> Would you mind sharing your .screenrc? I feel like I could learn a lot from
> it. Or if you have a dotfiles repo on github that would be fantastic too.
Sure. I don’t have them in a public repo. If anything isn’t clear, please
ask. Hope this is interesting/helpful to someone!
I almost alway
tmux has the same limitations as screen here - no terminal provide a way
for applications to manipulate their scrollback beyond turning it off
and on and scrolling lines into it. So both tmux and screen have to
provide their own scrollback to work across multiple inner terminals.
tmux has good sup
Yeah I suspected this wouldn’t be possible. I think about the only way might
be to have PuTTY (or KiTTY) add an option to remove that line from it’s
scrollable region—a hack at best.
Last night I did some reading up on tmux. Tmux apparently has something like
what I was talking about. Tmux l
Michael Grant wrote:
> I’m referring to scrolling the window by moving the elevator in
> PuTTY up/down to inspect the previous output in the shell history.
As far as I know this is not possible because the terminal (putty in
this case) scrollback buffer is unknown to the curses terminal
applicatio
> Are you referring to "hard scrolling" ie. Scrolling the actual terminal
> window?
> You might want to scroll within screen by using ^a ESC, then scroll, ESC to
> return to normal view.
I’m referring to scrolling the window by moving the elevator in PuTTY up/down
to inspect the previous outpu
Hi Michael,
Are you referring to "hard scrolling" ie. Scrolling the actual terminal
window? You might want to scroll within screen by using ^a ESC, then
scroll, ESC to return to normal view.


Problem description:
Look through the entries below for the line with "How large is" and the line with "Lead me to 'clothing'.", then give again exactly those two lines and all lines between them, minus the pictures.

Material for this exercise:
= = = = =
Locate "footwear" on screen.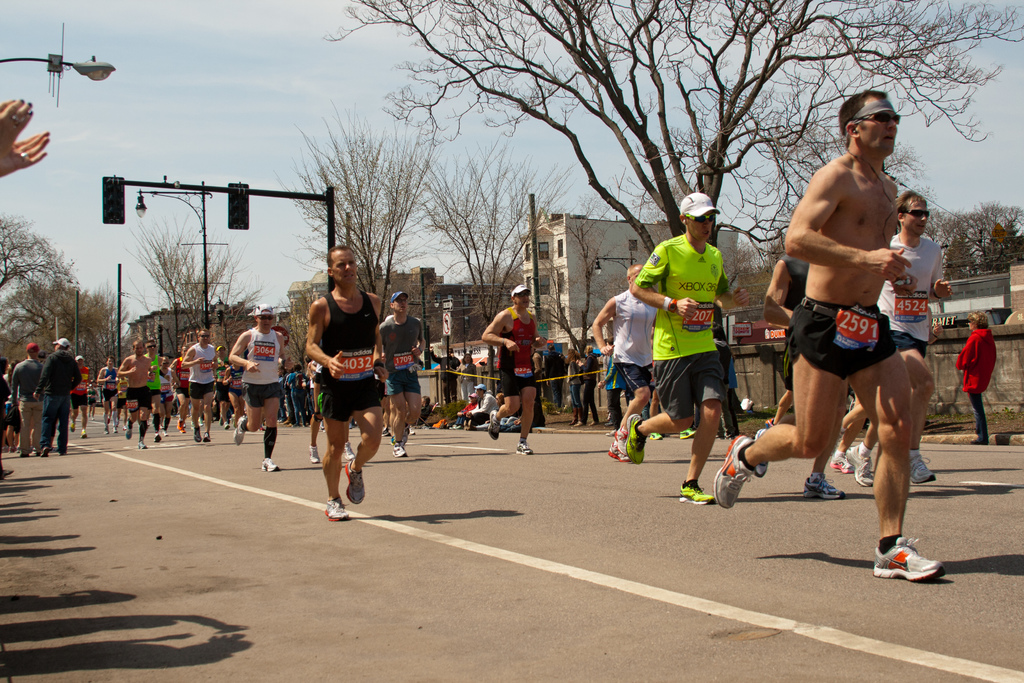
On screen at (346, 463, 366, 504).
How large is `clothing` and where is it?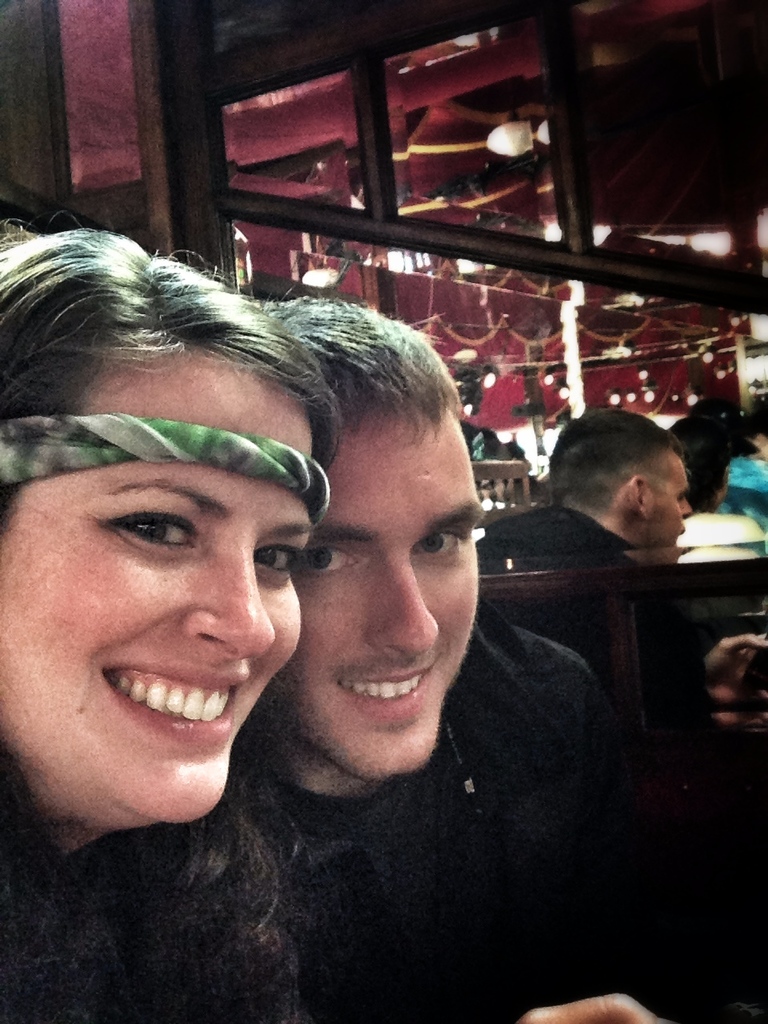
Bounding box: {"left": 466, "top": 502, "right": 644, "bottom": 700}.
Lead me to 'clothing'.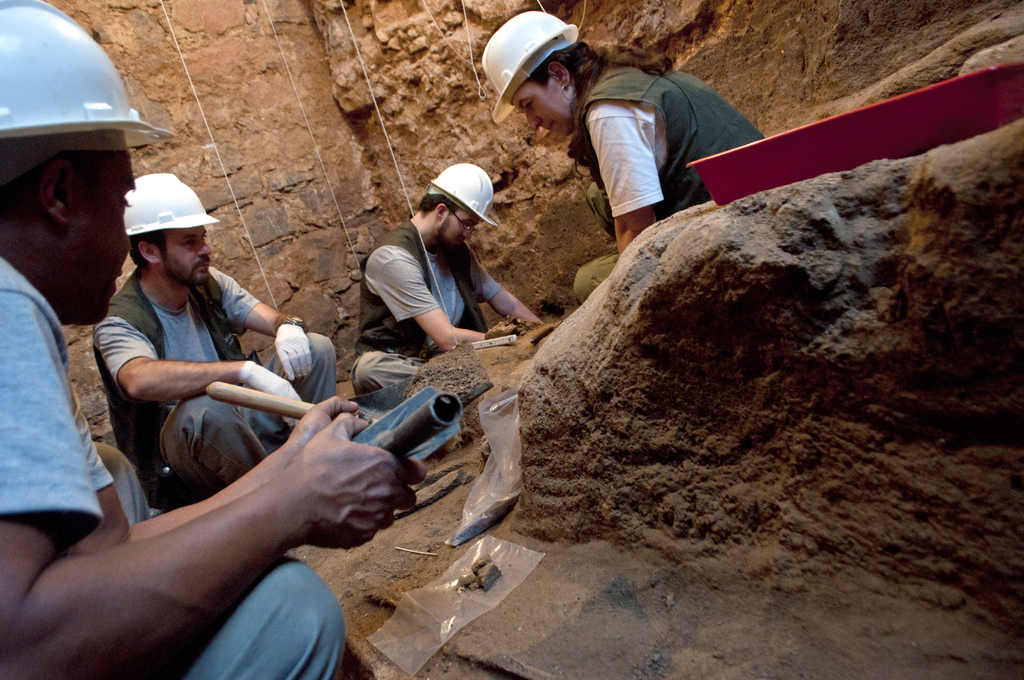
= = = = =
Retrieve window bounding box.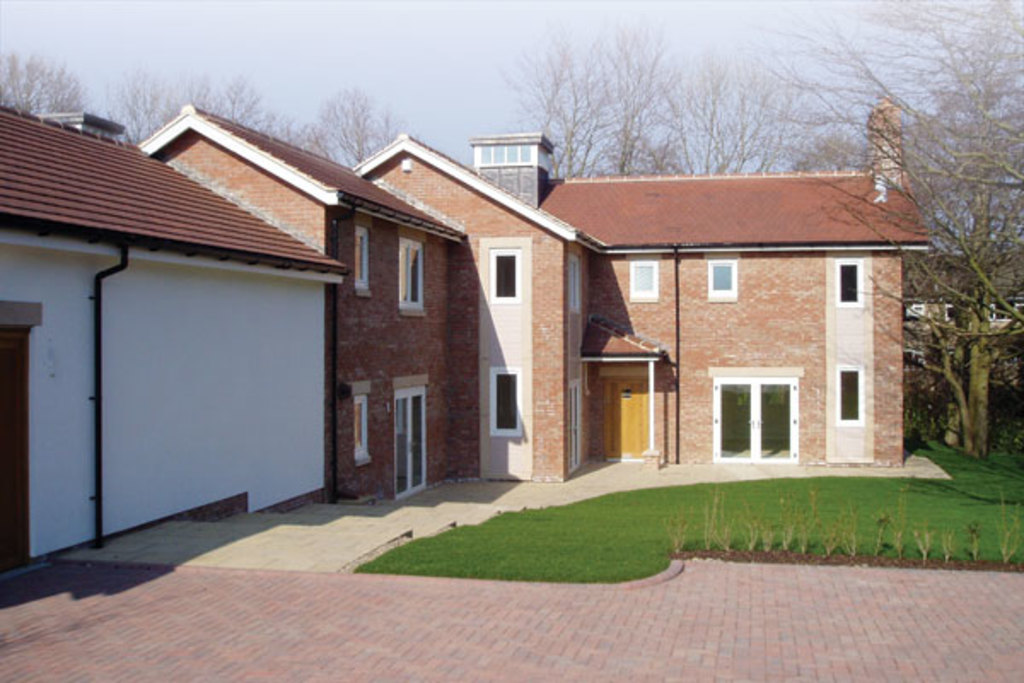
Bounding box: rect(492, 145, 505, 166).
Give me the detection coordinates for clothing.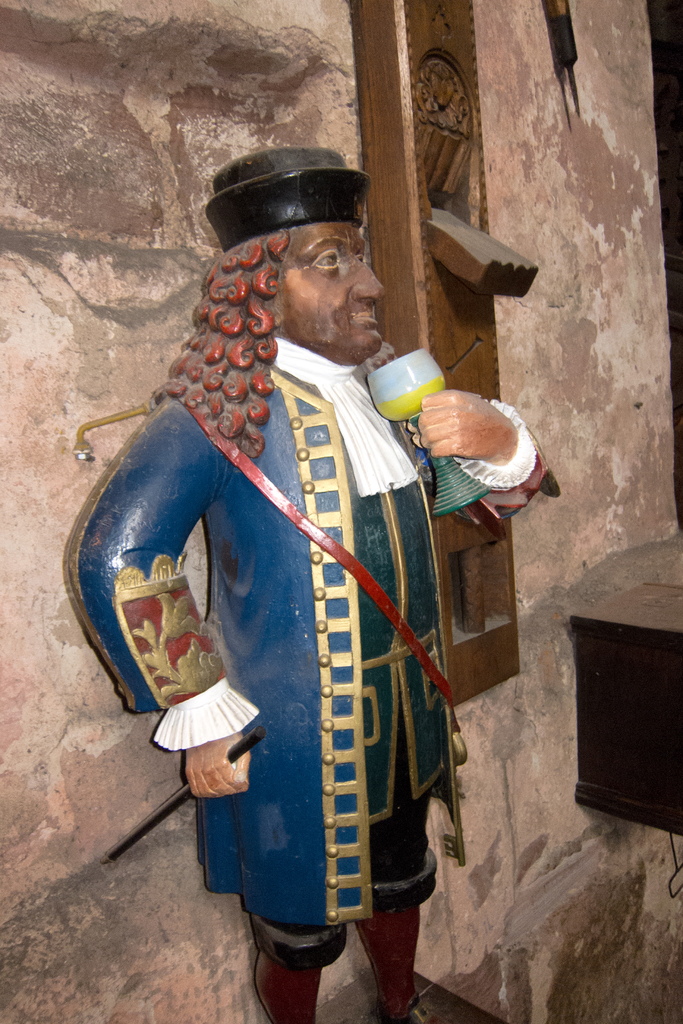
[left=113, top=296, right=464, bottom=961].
= = = = =
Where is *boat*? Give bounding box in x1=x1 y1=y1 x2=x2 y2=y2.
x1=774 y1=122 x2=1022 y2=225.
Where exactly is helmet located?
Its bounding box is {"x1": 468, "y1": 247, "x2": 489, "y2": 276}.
= = = = =
Exercise output:
How large is `clothing` and where is it?
Bounding box: {"left": 466, "top": 502, "right": 644, "bottom": 700}.
Lead me to 'clothing'.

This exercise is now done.